ASF OAuth Documentation


Introduction to ASF OAuth:

The ASF OAuth system provides committers at the Apache Software Foundation with a focal point for services wishing to make use of authentication without security implications around storing sensitive user data. Many Apache services use it as a means of validating that the user requesting access is a committer within a project in the Apache Software Foundation and has lawful access to the systems in question.

The ASF Oauth system is only available to ASF committers, and shares no sensitive data (such as your password) with the service requesting the authentication. The OAuth system offers Apache services the following data when you sign in:

  1. Your user ID
  2. Your full name
  3. Your affiliation (committer or foundation member)
  4. The Project Management Committees (PMCs) or podlings (PPMCs) of which you are a member

To log in via the system, you must use your LDAP credentials. These are what you would typically use when committing code to Apache's Git or Subversion servers, or accessing private repositories. If you have forgotten your password, you may request a reset via id.apache.org.

If you have any questions that this documentation does not answer, get in touch with the Apache Infrastructure Team at: users@infra.apache.org.

API Documentation:

How to use the ASF OAuth system for your own service:

  1. Your service callback URL MUST use HTTPS.
  2. Create a state object that will hold your service's own temporary request information. The ID of this object MUST be either alphanumerical or hexadecimal and between 10 and 64 characters in length. Dashes are also allowed. You may re-use the same ID, but we recommend that you do not. We recommend using UUID4 for this ID.
  3. Save your state object locally, and redirect the client to https://oauth.apache.org/auth?state=$stateID&redirect_uri=$callback, where:
    • $stateID is the ID of the state object you created
    • $callback is a TLS-enabled URL which the OAuth system will redirect to upon successful authentication.
  4. The OAuth system will, upon successful authentication, redirect to the callback URL and pass on a code parameter in the URL's query string. If there are any query string parameters in your callback URL, the code will be appended to the existing URL.
  5. From the backend of your service, submit a request to: https://oauth.apache.org/token?code=$code to retrieve the information about the user who just authenticated, in JSON format (see below). You can only retrieve this information once, after which the token becomes invalid; and you MUSTcomplete the request no later than ten minutes after the callback URL was visited.
  6. Verify the request by comparing your own state ID against the state value in the JSON result.
An example user JSON result from our token endpoint could be:
    {
        "state": "698da7bb-a273-4b6b-a305-e6d757ed979a",
        "uid": "janedoe",
        "fullname": "Jane Maria Doe",
        "email": "janedoe@apache.org",
        "isMember": false,
        "isChair": true,
        "pmcs": ["httpd", "openoffice", "zeppelin"],
        "projects": ["accumulo", "httpd", "ignite", "openoffice", "zeppelin"]
    }
        
An example of the OAuth flow in Python 3 is here.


[Work required]:
Retype every line below precisely as it appears.

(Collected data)
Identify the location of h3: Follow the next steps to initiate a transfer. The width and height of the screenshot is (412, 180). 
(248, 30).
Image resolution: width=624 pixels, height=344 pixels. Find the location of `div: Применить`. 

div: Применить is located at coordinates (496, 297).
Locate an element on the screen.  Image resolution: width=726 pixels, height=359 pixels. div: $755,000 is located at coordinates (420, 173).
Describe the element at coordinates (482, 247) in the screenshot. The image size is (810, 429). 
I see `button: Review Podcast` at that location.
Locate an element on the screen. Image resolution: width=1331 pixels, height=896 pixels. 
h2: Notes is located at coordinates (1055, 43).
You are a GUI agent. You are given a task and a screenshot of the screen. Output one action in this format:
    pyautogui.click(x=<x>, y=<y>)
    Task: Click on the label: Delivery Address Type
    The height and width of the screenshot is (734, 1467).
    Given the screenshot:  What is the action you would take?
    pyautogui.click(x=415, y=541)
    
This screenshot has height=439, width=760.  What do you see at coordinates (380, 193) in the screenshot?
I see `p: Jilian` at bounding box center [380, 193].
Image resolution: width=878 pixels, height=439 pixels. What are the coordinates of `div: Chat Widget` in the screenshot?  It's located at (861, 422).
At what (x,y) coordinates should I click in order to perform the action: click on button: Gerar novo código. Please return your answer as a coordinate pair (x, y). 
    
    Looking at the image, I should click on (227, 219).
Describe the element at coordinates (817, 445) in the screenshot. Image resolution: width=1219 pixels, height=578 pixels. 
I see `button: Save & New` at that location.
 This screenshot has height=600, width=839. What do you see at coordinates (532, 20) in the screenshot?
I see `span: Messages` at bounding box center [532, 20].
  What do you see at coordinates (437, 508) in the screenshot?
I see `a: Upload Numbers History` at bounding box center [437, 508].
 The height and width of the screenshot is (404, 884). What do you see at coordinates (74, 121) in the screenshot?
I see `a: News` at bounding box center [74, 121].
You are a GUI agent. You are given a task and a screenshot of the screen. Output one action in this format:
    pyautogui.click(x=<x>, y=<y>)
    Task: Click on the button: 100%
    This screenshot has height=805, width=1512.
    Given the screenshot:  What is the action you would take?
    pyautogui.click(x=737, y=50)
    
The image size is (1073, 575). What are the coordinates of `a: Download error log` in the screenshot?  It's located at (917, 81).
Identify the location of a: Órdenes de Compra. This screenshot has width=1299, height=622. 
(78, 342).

[Final answer]:
Identify the location of h3: Follow the next steps to initiate a transfer. The width and height of the screenshot is (412, 180). 
(248, 30).
Image resolution: width=624 pixels, height=344 pixels. Find the location of `div: Применить`. 

div: Применить is located at coordinates (496, 297).
Locate an element on the screen.  Image resolution: width=726 pixels, height=359 pixels. div: $755,000 is located at coordinates (420, 173).
Describe the element at coordinates (482, 247) in the screenshot. The image size is (810, 429). 
I see `button: Review Podcast` at that location.
Locate an element on the screen. Image resolution: width=1331 pixels, height=896 pixels. 
h2: Notes is located at coordinates (1055, 43).
You are a GUI agent. You are given a task and a screenshot of the screen. Output one action in this format:
    pyautogui.click(x=<x>, y=<y>)
    Task: Click on the label: Delivery Address Type
    The height and width of the screenshot is (734, 1467).
    Given the screenshot:  What is the action you would take?
    pyautogui.click(x=415, y=541)
    
This screenshot has height=439, width=760.  What do you see at coordinates (380, 193) in the screenshot?
I see `p: Jilian` at bounding box center [380, 193].
Image resolution: width=878 pixels, height=439 pixels. What are the coordinates of `div: Chat Widget` in the screenshot?  It's located at (861, 422).
At what (x,y) coordinates should I click in order to perform the action: click on button: Gerar novo código. Please return your answer as a coordinate pair (x, y). 
    
    Looking at the image, I should click on (227, 219).
Describe the element at coordinates (817, 445) in the screenshot. Image resolution: width=1219 pixels, height=578 pixels. 
I see `button: Save & New` at that location.
 This screenshot has height=600, width=839. What do you see at coordinates (532, 20) in the screenshot?
I see `span: Messages` at bounding box center [532, 20].
  What do you see at coordinates (437, 508) in the screenshot?
I see `a: Upload Numbers History` at bounding box center [437, 508].
 The height and width of the screenshot is (404, 884). What do you see at coordinates (74, 121) in the screenshot?
I see `a: News` at bounding box center [74, 121].
You are a GUI agent. You are given a task and a screenshot of the screen. Output one action in this format:
    pyautogui.click(x=<x>, y=<y>)
    Task: Click on the button: 100%
    This screenshot has height=805, width=1512.
    Given the screenshot:  What is the action you would take?
    pyautogui.click(x=737, y=50)
    
The image size is (1073, 575). What are the coordinates of `a: Download error log` in the screenshot?  It's located at (917, 81).
Identify the location of a: Órdenes de Compra. This screenshot has width=1299, height=622. 
(78, 342).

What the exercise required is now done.